Consultants and investor groups have welcomed plans by US regulators to force greater fee transparency on private equity managers, saying they will help pensions and other fund managers to track performance and to demand fair treatment on costs.
The Securities and Exchange Commission last week proposed that private equity funds should provide standardised quarterly data on fees, expenses and performance, in a move that would transform disclosure standards and curtail managers’ ability to present potentially misleading information to investors.
The shift would bring private equity in to line with public markets as mainstream funds turn to private equity to pad out returns when public stock markets are volatile and bond yields are still close to historic lows.
“The SEC is trying to play catch-up. They want more information as private equity gets more pervasive as an investment option,” said David Larsen, an expert in private fund accounting at Kroll, the business intelligence provider.
In a highly critical report published in late January, the SEC pointed to numerous instances of private equity companies providing inaccurate or misleading information about their performance and overcharging fees to investors when, for example, a portfolio company had been sold.
Private equity managers generally charge “two and 20” — a two per cent annual management fee and a 20 per cent performance fee if a return hurdle is met. This can add up to about 6 per cent a year over the life of a fund. Some tracker funds that have offered similar returns charge just 0.06 per cent. Investors additionally pay a wide range of fees and expenses for services charged to companies owned by private equity companies, eating in to final returns.
The SEC wants details of all the fees and expenses paid by investors to private equity managers to be disclosed, including hidden expenses such as consulting, legal and monitoring charged to portfolio companies and ultimately funded by investors.
“These are a very investor friendly set of proposals. They will provide more leverage to investors,” said Igor Rozenblit, founder of the Iron Road Partners consultancy and a former senior SEC regulator.
US private equity managers controlled assets of $4.7tn spread across 15,584 funds at the end of 2020, a sector that has doubled in size in less than five years as more investors have been drawn to the potential for high returns.
The Institutional Limited Partners Association, a trade body representing large investors in private equity funds said the SEC’s proposals would help to address the conflicts of interest that were becoming increasingly prevalent across the private equity industry, such as offering preferential terms to favoured clients.
“These proposed rules will ensure that investors can validate that the fees and expenses that they are charged match what was contractually agreed and deter practices that feed any misalignment of interests,” said Chris Hayes, ILPA’s senior policy counsel.
The regulator wants all private equity managers to use common performance measures, including gross and net internal rates of return and net multiples of invested capital, to make it easier for funds to compare them.
Both of these metrics have drawbacks and they are not directly comparable to performance data reported by conventional mutual funds. To address that, the SEC also wants private equity managers to reflect cash inflows and withdrawals from their funds, which would allow investors to calculate other helpful performance metrics.
The SEC wants to stop private equity managers from presenting returns that have been artificially boosted by a technique known as subscription-line financing.
Other proposals include rules aimed at standardising some of the industry’s more complex transactions, such as co-investments made by large institutions. It also intends to ask for a “fairness” opinion when senior partners arrange the sale of companies from one fund to another.
Jeffrey Hooke, a finance lecturer at Johns Hopkins Carey Business School, said: “There will be a lot of surprise among institutional investors when they are provided with honest returns data which are unaffected by manipulation and exaggeration.”
The timing of when any new rules will be introduced is unclear as the proposals will now undergo a consultation period. Some observers believe that Gary Gensler, head of the SEC, will push for completion before US midterm elections in November. Stiff resistance to any changes is anticipated from the private equity industry’s powerful lobby in Washington.
The American Investment Council, the lobbying body that represents the private equity industry, said its members were already “working closely” with investors.
“We are concerned that these new regulations are unnecessary and will not strengthen returns for pension investors or help [PE owned] companies innovate and compete,” said Drew Maloney, the AIC’s chief executive.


• **Work task**
Filter the listing down to the lines containing the word "theorem".
-=-=-=-=-
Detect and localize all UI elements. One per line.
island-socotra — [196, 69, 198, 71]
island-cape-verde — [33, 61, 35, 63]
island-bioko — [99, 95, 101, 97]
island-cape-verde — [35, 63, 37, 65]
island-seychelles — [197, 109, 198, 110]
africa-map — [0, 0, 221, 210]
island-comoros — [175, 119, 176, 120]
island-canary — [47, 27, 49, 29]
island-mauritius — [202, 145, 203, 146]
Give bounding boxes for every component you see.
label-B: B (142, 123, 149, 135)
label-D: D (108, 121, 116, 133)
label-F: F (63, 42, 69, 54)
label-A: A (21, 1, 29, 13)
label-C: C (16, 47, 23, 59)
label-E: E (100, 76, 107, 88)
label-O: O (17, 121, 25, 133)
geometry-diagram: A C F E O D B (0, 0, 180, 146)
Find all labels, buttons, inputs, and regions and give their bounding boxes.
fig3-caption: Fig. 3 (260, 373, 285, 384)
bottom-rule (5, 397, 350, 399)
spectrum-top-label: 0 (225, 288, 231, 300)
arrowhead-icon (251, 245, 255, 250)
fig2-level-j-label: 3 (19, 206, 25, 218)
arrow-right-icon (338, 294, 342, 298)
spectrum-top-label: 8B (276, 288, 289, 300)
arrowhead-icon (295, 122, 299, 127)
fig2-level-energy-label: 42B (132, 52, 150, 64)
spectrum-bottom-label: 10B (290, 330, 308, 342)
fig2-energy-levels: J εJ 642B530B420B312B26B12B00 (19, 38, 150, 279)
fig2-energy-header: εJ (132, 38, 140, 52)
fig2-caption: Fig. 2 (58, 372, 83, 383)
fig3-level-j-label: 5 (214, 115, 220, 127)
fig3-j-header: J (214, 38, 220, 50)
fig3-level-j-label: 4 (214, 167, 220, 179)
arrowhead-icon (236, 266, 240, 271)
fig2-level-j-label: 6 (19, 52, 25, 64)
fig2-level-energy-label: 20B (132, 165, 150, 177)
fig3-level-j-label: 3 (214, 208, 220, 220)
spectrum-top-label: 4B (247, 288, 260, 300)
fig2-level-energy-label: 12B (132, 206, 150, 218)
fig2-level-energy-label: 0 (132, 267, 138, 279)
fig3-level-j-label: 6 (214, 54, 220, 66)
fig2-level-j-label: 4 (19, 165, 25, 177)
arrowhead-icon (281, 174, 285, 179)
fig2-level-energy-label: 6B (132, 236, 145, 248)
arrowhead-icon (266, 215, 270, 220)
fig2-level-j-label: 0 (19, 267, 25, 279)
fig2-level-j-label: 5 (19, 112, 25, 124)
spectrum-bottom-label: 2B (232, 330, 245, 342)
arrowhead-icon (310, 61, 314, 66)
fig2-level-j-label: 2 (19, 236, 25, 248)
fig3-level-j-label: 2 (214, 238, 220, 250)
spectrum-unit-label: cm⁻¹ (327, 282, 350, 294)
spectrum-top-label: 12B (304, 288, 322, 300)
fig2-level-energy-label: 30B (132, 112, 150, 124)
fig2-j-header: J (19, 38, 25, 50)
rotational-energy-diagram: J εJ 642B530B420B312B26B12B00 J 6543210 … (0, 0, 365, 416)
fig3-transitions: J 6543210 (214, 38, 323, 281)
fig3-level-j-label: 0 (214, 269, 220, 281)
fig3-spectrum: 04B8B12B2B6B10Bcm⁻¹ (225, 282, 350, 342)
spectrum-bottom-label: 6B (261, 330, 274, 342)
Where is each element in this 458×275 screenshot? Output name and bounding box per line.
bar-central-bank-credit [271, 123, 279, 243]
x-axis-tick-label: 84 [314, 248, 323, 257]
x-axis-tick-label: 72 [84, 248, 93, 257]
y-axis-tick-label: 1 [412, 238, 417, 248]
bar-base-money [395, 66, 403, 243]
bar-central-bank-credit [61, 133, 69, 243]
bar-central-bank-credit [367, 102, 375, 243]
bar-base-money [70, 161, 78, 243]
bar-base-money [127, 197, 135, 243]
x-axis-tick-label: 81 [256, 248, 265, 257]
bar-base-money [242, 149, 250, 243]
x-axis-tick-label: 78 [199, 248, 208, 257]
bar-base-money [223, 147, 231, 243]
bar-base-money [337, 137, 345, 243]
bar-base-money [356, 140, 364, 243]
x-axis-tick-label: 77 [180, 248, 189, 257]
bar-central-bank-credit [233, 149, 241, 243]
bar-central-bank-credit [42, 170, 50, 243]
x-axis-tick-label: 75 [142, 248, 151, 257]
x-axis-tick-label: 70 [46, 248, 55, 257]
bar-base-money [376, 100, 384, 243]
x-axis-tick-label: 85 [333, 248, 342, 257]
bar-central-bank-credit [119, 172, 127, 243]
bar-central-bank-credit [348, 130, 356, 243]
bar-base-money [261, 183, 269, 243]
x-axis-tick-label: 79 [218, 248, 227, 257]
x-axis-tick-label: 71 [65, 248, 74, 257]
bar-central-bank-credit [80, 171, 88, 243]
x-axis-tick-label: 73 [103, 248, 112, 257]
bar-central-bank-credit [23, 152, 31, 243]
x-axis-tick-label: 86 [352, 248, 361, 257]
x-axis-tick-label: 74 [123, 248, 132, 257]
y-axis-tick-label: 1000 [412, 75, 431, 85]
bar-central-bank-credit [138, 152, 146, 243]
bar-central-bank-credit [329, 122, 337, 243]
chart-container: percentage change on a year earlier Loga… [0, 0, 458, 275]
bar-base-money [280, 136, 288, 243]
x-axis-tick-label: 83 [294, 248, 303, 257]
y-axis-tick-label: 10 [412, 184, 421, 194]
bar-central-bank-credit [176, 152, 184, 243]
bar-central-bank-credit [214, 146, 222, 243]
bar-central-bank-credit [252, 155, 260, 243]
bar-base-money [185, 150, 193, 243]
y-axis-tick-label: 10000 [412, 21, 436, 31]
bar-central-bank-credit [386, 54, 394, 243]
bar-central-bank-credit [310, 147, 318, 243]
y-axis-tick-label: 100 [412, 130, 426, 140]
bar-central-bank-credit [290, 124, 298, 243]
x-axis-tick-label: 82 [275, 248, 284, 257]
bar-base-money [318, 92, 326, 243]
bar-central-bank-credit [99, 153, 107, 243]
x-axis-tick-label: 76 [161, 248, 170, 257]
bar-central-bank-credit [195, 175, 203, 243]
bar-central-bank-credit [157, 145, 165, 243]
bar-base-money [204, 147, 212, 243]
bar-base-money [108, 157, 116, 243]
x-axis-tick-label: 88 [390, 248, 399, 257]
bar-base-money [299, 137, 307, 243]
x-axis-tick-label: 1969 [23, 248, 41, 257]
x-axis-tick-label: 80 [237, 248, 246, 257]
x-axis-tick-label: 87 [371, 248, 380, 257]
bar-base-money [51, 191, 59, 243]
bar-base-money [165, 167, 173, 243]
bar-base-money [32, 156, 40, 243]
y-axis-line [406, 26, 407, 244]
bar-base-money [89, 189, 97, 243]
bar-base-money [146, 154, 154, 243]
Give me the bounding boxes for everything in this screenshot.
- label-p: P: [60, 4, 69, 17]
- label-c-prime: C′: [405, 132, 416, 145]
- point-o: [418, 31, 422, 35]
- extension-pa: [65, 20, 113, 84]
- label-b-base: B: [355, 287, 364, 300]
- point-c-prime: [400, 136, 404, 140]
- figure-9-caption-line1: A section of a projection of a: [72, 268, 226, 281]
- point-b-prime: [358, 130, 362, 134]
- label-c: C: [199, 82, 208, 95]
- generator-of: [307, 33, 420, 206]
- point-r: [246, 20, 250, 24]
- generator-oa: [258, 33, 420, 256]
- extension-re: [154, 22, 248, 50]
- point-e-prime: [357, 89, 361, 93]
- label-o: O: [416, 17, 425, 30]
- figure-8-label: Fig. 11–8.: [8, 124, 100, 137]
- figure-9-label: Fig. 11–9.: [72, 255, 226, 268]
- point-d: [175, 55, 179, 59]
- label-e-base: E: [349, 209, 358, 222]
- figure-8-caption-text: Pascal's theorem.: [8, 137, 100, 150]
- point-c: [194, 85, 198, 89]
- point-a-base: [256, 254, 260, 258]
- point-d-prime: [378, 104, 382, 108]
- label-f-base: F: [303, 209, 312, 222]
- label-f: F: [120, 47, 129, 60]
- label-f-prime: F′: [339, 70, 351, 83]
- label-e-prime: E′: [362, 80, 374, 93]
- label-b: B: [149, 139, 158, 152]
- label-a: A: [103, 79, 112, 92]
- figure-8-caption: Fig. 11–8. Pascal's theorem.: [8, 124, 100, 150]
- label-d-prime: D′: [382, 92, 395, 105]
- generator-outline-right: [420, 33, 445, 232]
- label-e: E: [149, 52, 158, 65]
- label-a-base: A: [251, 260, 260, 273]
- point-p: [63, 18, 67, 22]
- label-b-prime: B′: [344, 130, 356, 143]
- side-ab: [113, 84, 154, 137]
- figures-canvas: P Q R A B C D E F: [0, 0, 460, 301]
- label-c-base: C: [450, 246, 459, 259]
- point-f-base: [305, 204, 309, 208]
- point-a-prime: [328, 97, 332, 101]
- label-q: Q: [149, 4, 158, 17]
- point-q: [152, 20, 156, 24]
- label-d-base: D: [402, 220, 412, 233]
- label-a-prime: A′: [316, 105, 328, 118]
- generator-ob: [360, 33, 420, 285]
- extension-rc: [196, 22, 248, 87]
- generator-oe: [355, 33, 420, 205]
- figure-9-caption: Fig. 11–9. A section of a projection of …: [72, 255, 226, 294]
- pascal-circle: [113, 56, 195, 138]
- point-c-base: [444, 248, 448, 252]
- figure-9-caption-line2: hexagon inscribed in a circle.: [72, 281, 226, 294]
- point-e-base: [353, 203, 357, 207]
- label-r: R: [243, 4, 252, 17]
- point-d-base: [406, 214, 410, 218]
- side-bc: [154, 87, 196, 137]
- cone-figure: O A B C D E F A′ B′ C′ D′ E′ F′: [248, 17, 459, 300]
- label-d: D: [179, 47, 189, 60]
-=-=-=-=-
• **Worked solution**
- figure-8-caption-text: Pascal's theorem.: [8, 137, 100, 150]
- figure-8-caption: Fig. 11–8. Pascal's theorem.: [8, 124, 100, 150]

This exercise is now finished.